It has been dubbed the pipsqueak of the planetary system, had a Walt Disney cartoon dog named after it, and now produced a new generation of Plutocrats peddling T-shirts with slogans calling for its salvation.
It used to be the ninth planet, the smallest member of our solar system and known to schoolkids the world over since its discovery in 1930.
Now it's just a lump of rock among thousands, 4.6 billion miles from the Sun in a region of space beyond the planet Neptune known as the Kuiper Belt. It's tough being Pluto.
Not that its demotion from a planet to a member of a new group of objects called dwarf-planets was a simple affair, as recent events at the top-dog star gazers' convention - the International Astronomical Union (IAU) - in Prague last month testified.
There has long been controversy over what constitutes a planet and the meeting, representing about 10,000 astronomers worldwide, set about fixing the definition.
At first it seemed easy. A planet had to go round the sun, the governing committee agreed. It also had to have enough self-gravity to be roughly spherical and could not host thermo-nuclear reactions or it would be by definition a star. Those criteria allowed Pluto, at less than half the Earth's diameter, to remain a planet and let in three other Kuiper Belt objects as well, including the largest, called UB313, nicknamed Xena, discovered by California Institute of Technology's Michael Brown in 2003.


YOUR OBJECTIVE: In the material below, the lines containing the word "bounding" are required; copy each of them.

START THE RECORDS

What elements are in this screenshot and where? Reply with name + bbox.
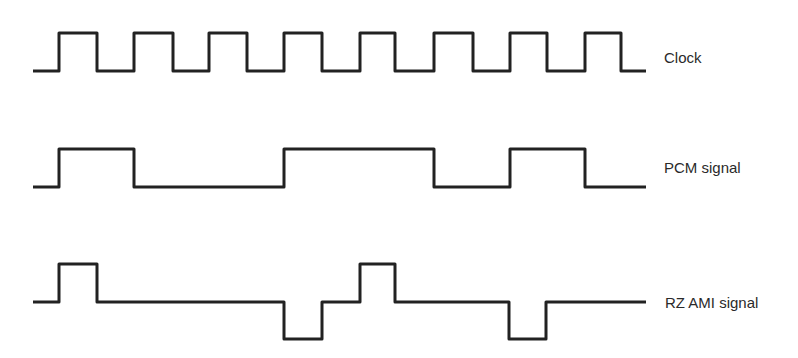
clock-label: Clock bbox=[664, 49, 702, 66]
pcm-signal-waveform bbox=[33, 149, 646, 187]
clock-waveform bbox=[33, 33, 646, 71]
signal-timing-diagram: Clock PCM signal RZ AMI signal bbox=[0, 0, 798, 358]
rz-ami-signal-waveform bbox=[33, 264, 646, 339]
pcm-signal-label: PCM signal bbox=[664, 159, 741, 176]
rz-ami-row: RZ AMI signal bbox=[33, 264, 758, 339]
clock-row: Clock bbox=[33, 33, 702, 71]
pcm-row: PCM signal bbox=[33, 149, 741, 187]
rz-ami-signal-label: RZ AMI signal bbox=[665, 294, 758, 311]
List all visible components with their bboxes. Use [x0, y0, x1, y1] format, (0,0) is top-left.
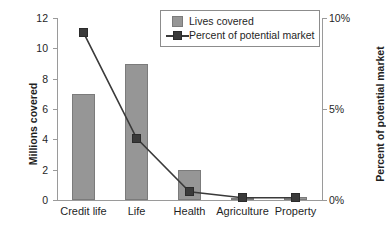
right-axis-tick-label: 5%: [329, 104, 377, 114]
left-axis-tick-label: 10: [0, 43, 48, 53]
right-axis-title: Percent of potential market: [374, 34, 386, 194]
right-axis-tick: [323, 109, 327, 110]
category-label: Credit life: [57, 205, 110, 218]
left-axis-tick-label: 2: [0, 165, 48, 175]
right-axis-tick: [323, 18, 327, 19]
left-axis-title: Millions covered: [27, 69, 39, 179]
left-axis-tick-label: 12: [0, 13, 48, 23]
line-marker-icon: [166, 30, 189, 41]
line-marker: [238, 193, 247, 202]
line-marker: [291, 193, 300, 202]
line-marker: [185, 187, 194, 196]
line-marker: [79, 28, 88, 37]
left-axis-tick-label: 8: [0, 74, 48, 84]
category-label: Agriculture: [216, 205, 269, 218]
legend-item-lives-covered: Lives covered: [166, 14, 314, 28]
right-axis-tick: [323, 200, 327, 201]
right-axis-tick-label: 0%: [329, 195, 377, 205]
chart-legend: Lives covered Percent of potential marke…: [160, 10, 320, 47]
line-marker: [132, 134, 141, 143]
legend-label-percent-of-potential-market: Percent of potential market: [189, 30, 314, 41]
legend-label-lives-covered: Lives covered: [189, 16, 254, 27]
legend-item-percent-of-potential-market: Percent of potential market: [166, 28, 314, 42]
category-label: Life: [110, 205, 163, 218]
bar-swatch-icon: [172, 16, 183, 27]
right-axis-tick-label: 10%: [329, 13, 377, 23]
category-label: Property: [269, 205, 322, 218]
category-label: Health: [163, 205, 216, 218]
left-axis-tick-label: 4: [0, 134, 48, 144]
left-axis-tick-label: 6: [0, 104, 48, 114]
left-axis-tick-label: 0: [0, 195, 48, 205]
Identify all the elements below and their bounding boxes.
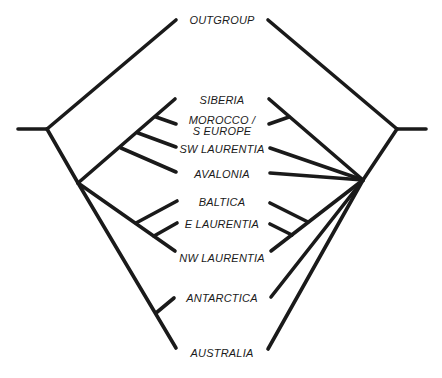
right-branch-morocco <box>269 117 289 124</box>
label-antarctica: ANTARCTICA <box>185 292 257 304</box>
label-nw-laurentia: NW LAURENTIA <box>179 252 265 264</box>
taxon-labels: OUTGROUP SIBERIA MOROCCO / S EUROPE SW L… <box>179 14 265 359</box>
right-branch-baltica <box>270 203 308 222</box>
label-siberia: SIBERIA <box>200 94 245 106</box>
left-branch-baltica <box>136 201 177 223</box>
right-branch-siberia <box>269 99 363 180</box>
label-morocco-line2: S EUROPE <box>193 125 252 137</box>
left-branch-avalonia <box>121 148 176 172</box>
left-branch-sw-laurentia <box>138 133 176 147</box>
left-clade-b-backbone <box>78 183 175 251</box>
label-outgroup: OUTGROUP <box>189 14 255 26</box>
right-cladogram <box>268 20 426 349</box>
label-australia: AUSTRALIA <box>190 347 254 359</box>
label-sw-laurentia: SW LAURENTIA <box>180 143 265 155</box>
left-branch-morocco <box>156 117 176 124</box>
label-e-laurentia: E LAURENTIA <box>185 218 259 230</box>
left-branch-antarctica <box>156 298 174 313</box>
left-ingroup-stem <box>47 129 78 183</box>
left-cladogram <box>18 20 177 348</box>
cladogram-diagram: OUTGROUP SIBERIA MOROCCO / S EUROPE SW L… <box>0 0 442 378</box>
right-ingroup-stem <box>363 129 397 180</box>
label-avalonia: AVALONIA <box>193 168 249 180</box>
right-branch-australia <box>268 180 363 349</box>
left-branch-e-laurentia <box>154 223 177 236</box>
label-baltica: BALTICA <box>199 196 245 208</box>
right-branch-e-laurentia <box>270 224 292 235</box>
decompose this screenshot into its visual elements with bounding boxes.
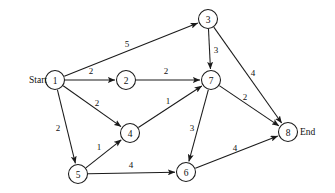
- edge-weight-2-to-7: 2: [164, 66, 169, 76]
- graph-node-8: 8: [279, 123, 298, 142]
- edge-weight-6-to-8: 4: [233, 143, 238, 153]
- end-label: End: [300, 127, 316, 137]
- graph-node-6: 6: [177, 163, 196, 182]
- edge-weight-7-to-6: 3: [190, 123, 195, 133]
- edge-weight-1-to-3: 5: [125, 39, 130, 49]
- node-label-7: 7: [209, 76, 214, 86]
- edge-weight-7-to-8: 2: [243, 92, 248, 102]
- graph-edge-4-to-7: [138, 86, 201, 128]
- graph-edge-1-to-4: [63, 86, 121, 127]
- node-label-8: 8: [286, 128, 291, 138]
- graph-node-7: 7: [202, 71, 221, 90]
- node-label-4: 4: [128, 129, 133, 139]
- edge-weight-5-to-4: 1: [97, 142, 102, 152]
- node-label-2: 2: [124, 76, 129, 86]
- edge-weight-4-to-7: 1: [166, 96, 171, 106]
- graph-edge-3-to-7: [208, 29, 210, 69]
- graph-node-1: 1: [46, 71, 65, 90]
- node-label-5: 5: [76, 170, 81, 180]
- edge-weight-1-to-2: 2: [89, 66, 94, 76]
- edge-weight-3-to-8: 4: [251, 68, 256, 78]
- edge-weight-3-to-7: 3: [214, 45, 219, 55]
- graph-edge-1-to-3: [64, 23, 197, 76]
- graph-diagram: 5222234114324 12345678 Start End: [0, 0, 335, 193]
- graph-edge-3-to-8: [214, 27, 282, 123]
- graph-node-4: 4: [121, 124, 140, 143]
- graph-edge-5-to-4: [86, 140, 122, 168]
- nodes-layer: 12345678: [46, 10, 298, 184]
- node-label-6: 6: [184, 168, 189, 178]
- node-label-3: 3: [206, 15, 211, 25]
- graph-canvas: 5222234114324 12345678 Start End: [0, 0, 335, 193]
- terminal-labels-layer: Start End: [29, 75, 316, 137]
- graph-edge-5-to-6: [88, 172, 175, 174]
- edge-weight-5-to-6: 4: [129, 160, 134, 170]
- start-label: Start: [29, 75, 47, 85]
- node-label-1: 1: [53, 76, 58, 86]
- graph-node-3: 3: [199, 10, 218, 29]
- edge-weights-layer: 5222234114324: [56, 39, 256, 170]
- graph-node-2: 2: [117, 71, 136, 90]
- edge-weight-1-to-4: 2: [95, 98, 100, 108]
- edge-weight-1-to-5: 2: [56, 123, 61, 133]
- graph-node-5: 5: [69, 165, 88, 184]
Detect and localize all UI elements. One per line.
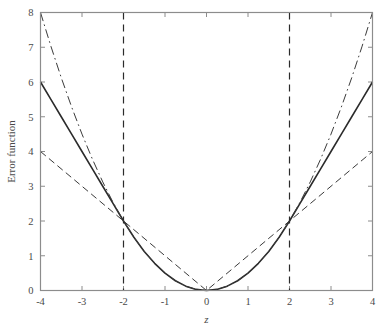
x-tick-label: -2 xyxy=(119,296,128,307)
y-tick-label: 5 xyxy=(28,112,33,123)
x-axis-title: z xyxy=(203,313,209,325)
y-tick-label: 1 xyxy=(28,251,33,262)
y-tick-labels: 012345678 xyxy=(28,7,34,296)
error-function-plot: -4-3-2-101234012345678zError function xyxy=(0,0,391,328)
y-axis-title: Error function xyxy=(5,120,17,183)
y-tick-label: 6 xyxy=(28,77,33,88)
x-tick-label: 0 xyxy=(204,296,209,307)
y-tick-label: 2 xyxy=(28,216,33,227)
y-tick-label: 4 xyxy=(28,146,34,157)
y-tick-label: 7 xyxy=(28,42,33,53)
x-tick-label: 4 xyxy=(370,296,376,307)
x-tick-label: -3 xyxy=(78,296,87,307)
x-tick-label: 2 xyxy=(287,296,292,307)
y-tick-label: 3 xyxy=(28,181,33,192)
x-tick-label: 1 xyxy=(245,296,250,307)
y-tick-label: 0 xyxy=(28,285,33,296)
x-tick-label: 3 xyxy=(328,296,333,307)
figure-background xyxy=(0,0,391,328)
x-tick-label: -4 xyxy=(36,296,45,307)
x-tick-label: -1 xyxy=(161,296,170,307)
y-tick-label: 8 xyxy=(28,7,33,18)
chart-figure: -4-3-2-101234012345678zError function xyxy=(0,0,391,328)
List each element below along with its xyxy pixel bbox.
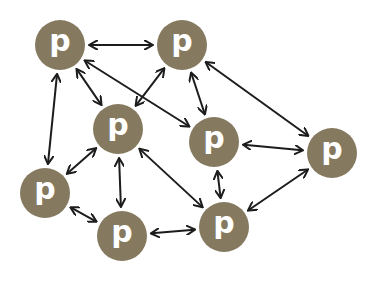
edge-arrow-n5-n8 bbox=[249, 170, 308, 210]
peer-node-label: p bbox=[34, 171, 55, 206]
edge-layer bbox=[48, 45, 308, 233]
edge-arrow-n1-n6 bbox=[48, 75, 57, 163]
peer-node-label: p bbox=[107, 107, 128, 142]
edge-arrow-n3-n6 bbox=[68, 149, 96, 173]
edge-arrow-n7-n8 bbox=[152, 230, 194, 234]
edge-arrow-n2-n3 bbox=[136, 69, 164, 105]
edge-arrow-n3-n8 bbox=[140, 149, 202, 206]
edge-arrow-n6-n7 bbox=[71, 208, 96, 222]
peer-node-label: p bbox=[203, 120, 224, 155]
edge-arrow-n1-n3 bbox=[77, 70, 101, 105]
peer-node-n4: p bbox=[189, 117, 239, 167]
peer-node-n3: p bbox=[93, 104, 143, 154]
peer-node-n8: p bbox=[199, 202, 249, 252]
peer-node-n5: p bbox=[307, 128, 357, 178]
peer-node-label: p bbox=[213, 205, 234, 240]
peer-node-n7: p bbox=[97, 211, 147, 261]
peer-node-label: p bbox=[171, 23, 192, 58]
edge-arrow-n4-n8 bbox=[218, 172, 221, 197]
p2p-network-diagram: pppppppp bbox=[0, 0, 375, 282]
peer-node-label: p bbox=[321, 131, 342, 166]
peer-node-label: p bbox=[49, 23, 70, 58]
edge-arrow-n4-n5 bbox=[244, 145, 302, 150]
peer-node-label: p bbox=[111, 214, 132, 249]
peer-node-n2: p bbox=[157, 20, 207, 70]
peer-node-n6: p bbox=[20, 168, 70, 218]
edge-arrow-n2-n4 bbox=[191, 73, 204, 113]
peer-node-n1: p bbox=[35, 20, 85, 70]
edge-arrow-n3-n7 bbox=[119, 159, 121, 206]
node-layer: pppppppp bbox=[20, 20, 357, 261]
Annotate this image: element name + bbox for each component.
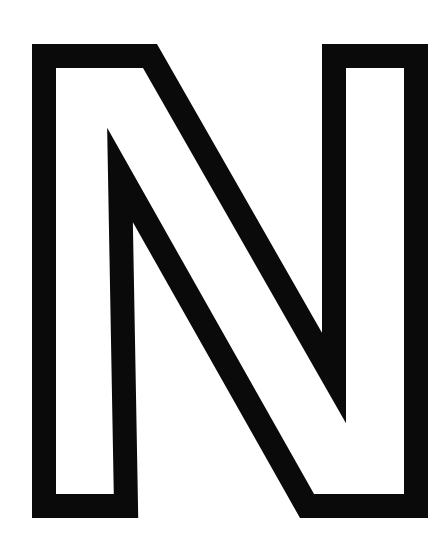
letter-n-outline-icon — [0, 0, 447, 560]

END THE RECORDS

WRITTEN SOLUTION:
Identify all the elements below and their bounding boxes.
decompose this screenshot into its visual elements with bounding boxes.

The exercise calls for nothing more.